When she got home, Kathryn poured herself a glass of red wine from the bottle she hadn’t touched at Thanksgiving dinner. She made her way out onto the terrace that jutted over the hillside, its wooden patio furniture fenced in by sleek nautical rails. More often than not, her father had to scramble to remove the cushions before they could be torn free by fierce winds. This close to the ocean, sunbathing days were rare, and Kathryn saw that the cushions had been permanently removed, revealing blonde, salt-stained wood.

     She and Kerry had promised to start “communicating again,” whatever that meant. She sipped her wine, craving the drowsy buzz, as she watched the fog move in. Mist hugged the water under the bridge, and thick, gray tides sluggishly rolled in not far behind. Behind her, the big-screen television flickered in the living room, the rest of the house glowing with what Philip had dubbed "fog combat lighting.”

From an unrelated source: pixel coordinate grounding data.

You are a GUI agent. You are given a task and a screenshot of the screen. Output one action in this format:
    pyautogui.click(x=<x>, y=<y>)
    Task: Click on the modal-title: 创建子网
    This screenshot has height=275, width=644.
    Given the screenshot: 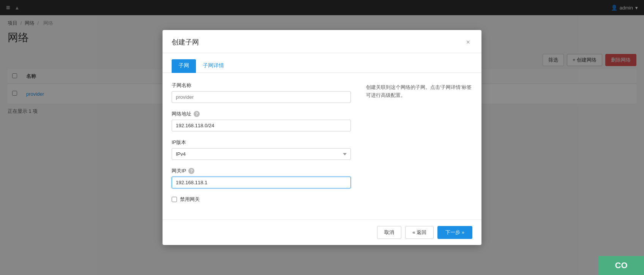 What is the action you would take?
    pyautogui.click(x=185, y=42)
    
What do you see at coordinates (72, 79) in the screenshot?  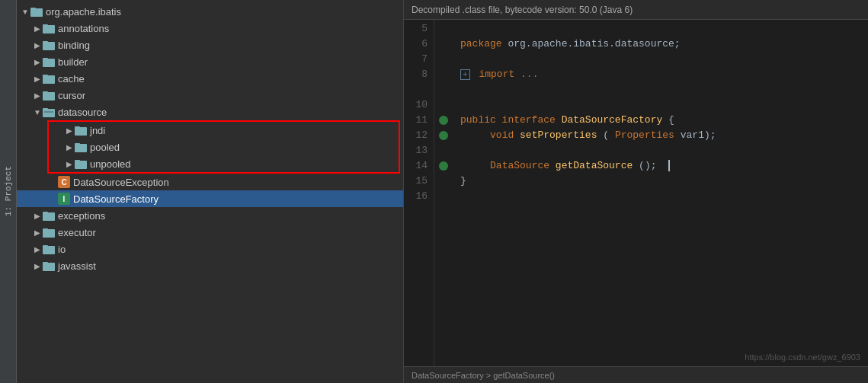 I see `item-label: cache` at bounding box center [72, 79].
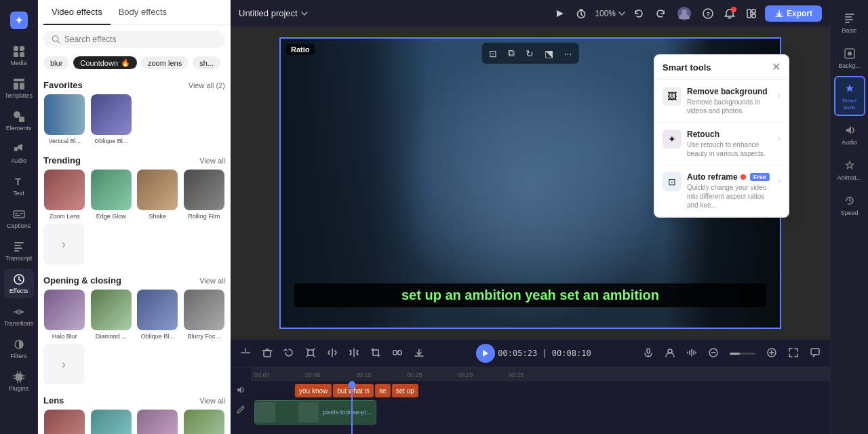 Image resolution: width=868 pixels, height=434 pixels. I want to click on effect-diamond: Diamond ..., so click(111, 315).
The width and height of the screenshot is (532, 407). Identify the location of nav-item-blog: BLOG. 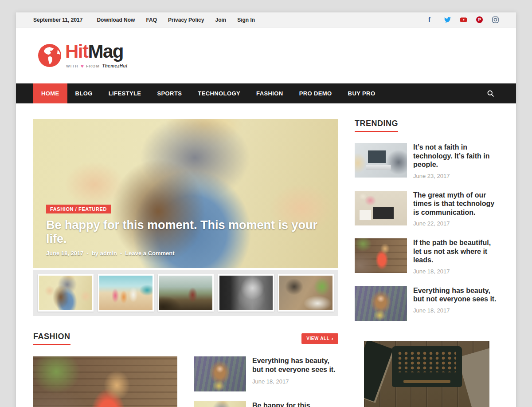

     She’d left the TV tuned to the Weather Channel and its endless footage of snow plows crawling down 1-95, Boston seen through a white, hazy, swirl, weather maps showing what looked like a giant purple omelet lying across the Eastern seaboard. Her mother had been right. She’d made it out just in time. The Thanksgiving Blow was unseasonable and unpredicted. But the sight of it made her strangely homesick for Atherton, and conjured up images of Randall enduring Thanksgiving dinner in his parents’ Park Avenue apartment. Making no effort to call her, just as she had made no effort to call him. With a jolt she realized she didn’t have his phone number at home.